Gillnetters 'do the best they can' amid restrictions

“Right now, we’re in a low-productivity era,” said Bill Auger, a fifth-generation commercial fisherman with 35 years of experience. Salmon fishing in District 8, in front of the Stikine River, has been closed for several years, and the gillnet fleet is limited to two days a week in District 6, west of Wrangell.

“There is less out there to catch. Everybody is trying to do the best they can to catch what they can. Rebuilding the stocks is a big concern, and how you go about rebuilding them,” Auger said in an interview April 11, a week after Wrangell gillnetters met to discuss the state Board of Fisheries and the upcoming season.

Auger attended last month’s board meeting in Anchorage, where proposals were considered for regulatory changes to Southeast fisheries. There were no major changes for this year in the Wrangell area.

“We sit right here at the mouth of the Stikine River. Those salmon stocks have been performing pretty poorly for a while now. We haven’t been meeting goals in four years, maybe a little bit longer,” Auger said. “It’s had an impact on the sports fisheries. King salmon, especially for the gillnet fishery, you’re giving up time to catch sockeye.”

Jared Gross also attended the gillnetters meeting at the Stikine Inn on April 7.

“What's really happening here, in the gillnet fishery, is we’ve lost a lot of fishing time over the years,” Gross said April 12. “It's directly because of management and the escapement goal for the Stikine River.”

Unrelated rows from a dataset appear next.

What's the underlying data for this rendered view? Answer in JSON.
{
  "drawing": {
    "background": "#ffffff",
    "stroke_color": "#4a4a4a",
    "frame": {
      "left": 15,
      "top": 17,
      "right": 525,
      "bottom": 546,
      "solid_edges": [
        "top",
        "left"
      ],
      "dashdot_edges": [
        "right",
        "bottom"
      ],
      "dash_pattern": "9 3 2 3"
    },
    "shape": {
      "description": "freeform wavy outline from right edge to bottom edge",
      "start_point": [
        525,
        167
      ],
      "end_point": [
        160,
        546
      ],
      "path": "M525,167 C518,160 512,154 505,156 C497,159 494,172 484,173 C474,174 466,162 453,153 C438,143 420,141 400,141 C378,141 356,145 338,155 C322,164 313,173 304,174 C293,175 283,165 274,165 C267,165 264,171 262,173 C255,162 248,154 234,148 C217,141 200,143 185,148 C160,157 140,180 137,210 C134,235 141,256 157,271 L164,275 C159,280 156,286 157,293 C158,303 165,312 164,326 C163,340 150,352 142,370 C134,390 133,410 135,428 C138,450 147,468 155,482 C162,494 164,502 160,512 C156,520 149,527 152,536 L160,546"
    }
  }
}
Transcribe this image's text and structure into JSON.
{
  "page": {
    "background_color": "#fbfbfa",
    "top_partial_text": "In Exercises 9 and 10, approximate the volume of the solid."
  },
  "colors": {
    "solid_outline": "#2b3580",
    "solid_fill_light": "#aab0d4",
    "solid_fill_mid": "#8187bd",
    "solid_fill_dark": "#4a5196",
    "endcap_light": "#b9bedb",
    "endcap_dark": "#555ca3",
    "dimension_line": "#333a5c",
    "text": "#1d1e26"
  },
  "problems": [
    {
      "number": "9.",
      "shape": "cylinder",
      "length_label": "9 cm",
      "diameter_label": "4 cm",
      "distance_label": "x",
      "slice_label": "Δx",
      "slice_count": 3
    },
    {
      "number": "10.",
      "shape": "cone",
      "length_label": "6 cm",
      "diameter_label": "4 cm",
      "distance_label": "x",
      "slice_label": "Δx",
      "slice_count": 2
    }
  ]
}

Separate from the state-managed commercial fishery in salt water, federal managers for the sixth year in a row have closed the Stikine River chinook subsistence fishery to help preserve weak runs of the returning salmon.

“The preseason forecast for the Stikine River is 7,400 large chinook salmon (greater than 28 inches in total length), which is below the escapement goal range of 14,000 to 28,000 large chinook salmon,” the federal announcement reported.

“The gillnet fleet went from fishing in May … and we would be fishing wild fish, king salmon,” Gross said. Now, “it’s not even wild salmon,” he said, noting that the fleet is allowed to fish at Anita Bay, a release site for hatchery salmon.

The gillnet fleet is on restrictions in July in District 6, said Wrangell’s Chris Guggenbickler, president of the United Southeast Alaska Gillnetters Association, who also attended the Board of Fisheries Anchorage meeting.

Fisherman Alan Reeves said the fisheries board and other managers try to create an even playing field between commercial gear types. “Trollers have never got (enough of) what they’re supposed to catch. Gillnetters are too efficient. Seiners are right behind in their allotment. … The real fight is over Anita Bay,” he said April 14.

“The fisherman owns the fish,” Reeves said, referring to self-assessments on commercial catches to fund hatchery operations. “They’re trying to catch their allotment during that time. Fish are weird, sometimes they come in this bay or that bay.”

A seiner can kill a gillnet run, “because they catch everything,” Reeves said.

“There is always someone looking to pick your pocket,” Auger said of the different gear types all going after salmon. The younger generation needs to be aware of that and get involved, he said.

“You can’t just run down to the harbor and go fishing. You need people like (Guggenbickler) doing the work and making sure you have the fish to catch,” he said.

Auger said it’s tough having only a handful of people go to Anchorage from Southeast to be the vanguard for gillnetters.

Keeping their industry alive in an era of diminished returns and continued restrictions, and turning over leadership to a younger generation, were the chief concerns for the more than a dozen gillnetters gathered at the Stikine Inn on April 7.

“They’re the future. We’re the guys fading out of the fisheries,” Auger said.

Guggenbickler’s term on the gillnetters association board is up in two years. Auger serves as Alaska’s alternative commissioner to the Pacific Salmon Treaty, and there will be a seat on the Southern Southeast Regional Aquaculture Association.